South Sudanese churches call for acceptance of wartime sexual violence survivors

Thousands of women and girls in Africa’s newest nation who have suffered brutal sexual violence have been rejected by their families on their return to their communities.

Residents of the Mangateen camp for the internally displaced line up to get water from a borehole, on the outskirts of the capital Juba, South Sudan, on Jan. 22, 2019. Tens of thousands of people are still sheltering in United Nations protected camps across the country, the legacy of an unprecedented decision by a U.N. peacekeeping mission to throw open its doors to people fleeing war. (AP Photo/Sam Mednick)

(RNS) — South Sudanese churches are urging local communities to accept women who have been victims of sexual violence during the country’s civil war, many of whom are returning after being kept in captivity by state and non-state forces.

Thousands of women and girls in Africa’s newest nation have suffered brutal sexual violence as armed groups employed rape as a weapon of war. Last year, the United Nations Mission in South Sudan documented 238 cases involving 1,291 victims.

Many have been rejected by their families and have become outcasts.


“As a church we are very concerned. There have been many allegations of sexual violence, and such must be taken very seriously,” Anglican Bishop Moses Deng Bol of Wau diocese told Religion News Service in a telephone interview.

In September, the government and rebels signed a peace pact known as the South Sudan Revitalized Peace Agreement, raising hopes for an end to a deadly struggle that began as a political fight in December 2013.

The pact has improved peace and security in parts of the largely Christian and animist country, which became an independent state in 2011. But fighting has continued in some regions, with armed men abducting, raping and enslaving women. Some have been tied to trees, beaten and gang raped for weeks, according to reports.

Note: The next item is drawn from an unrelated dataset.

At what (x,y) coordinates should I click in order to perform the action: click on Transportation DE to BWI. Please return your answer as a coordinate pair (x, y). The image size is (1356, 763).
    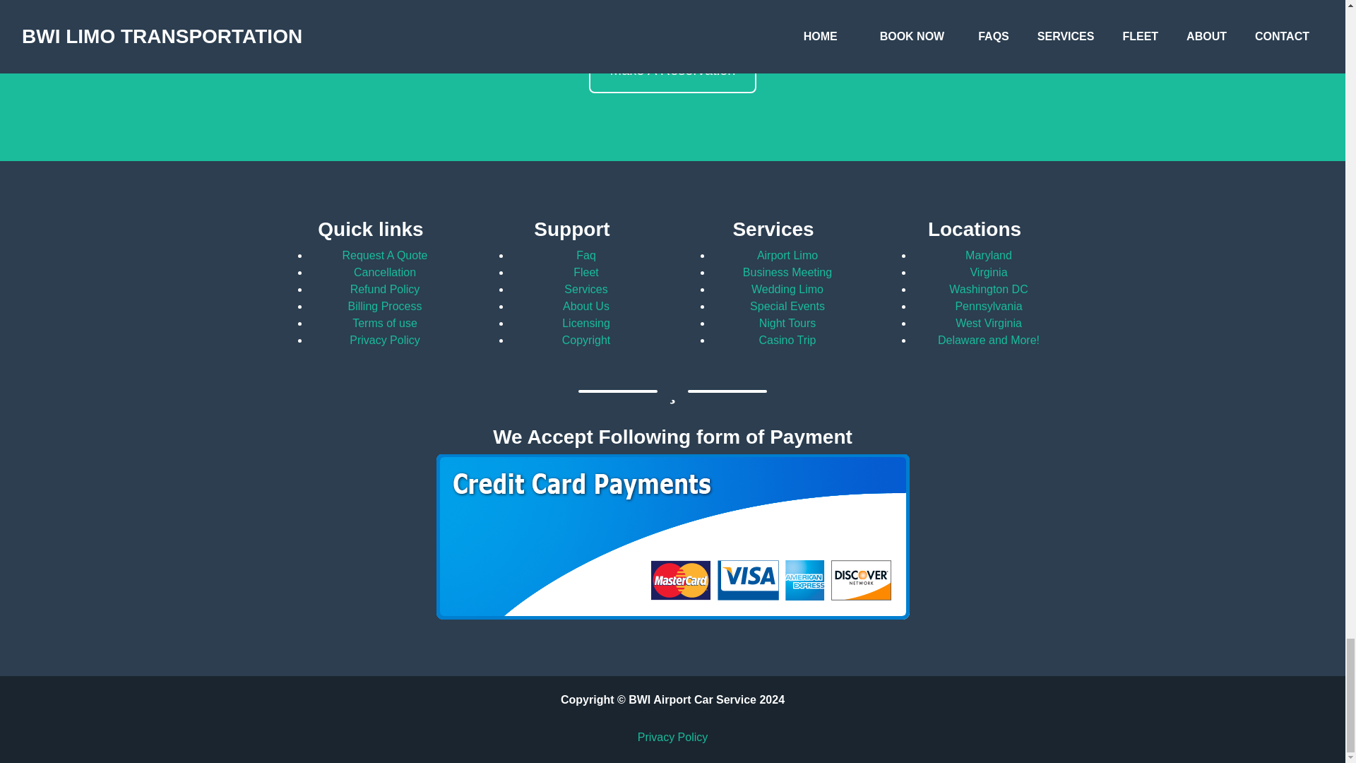
    Looking at the image, I should click on (946, 8).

Bishop Moses Deng Bol. Courtesy photo

“We have been calling for investigations. We want those responsible brought to book,” said Bol, whose cathedral in Wau town recently housed nearly 5,000 people, mainly women and girls, who had been displaced by the fighting.

“We have been offering counseling and protection. We are doing our best, but there are areas we are unable to reach. We have been unable to reach the frontlines.”

On June 19, the day the world marks the International Day for Elimination of Sexual Violence in Conflict, the South Sudan Council of Churches (SSCC) urged the citizens, local communities and public institutions to refrain from discriminating, rejecting, restraining and stigmatizing survivors.

“We invite all religious officials — imams and priests — in all local communities to assist and express their support against stigmatization of survivors, and to actively fight against condemnation and rejection of survivors,” said the Rev. James Oyet Latansio, a Roman Catholic priest and general secretary for the South Sudan Council of Churches, in a statement.


“We urge you to allow survivors of sexual violence who want to speak up about the violence they suffered (to do so) without being silenced,” said Latansio. “Shame must lie with those who perpetrate such acts.”

South Sudan, red, in central Africa. Map courtesy of Creative Commons

In the wake of the conflict, which has destabilized the fledgling South Sudanese government, the country’s churches have been providing medical services, education and disaster aid.

Pramila Patten, the U.N.’s special representative on Sexual Violence in Conflict, said in a speech last spring that the rape of children and women was exacerbated by a wartime culture of impunity.

“If we are ever to prevent these crimes from occurring in the first place, we must confront the unacceptable reality that it is still largely cost free to rape a woman, child or man in armed conflict around the world,” she said.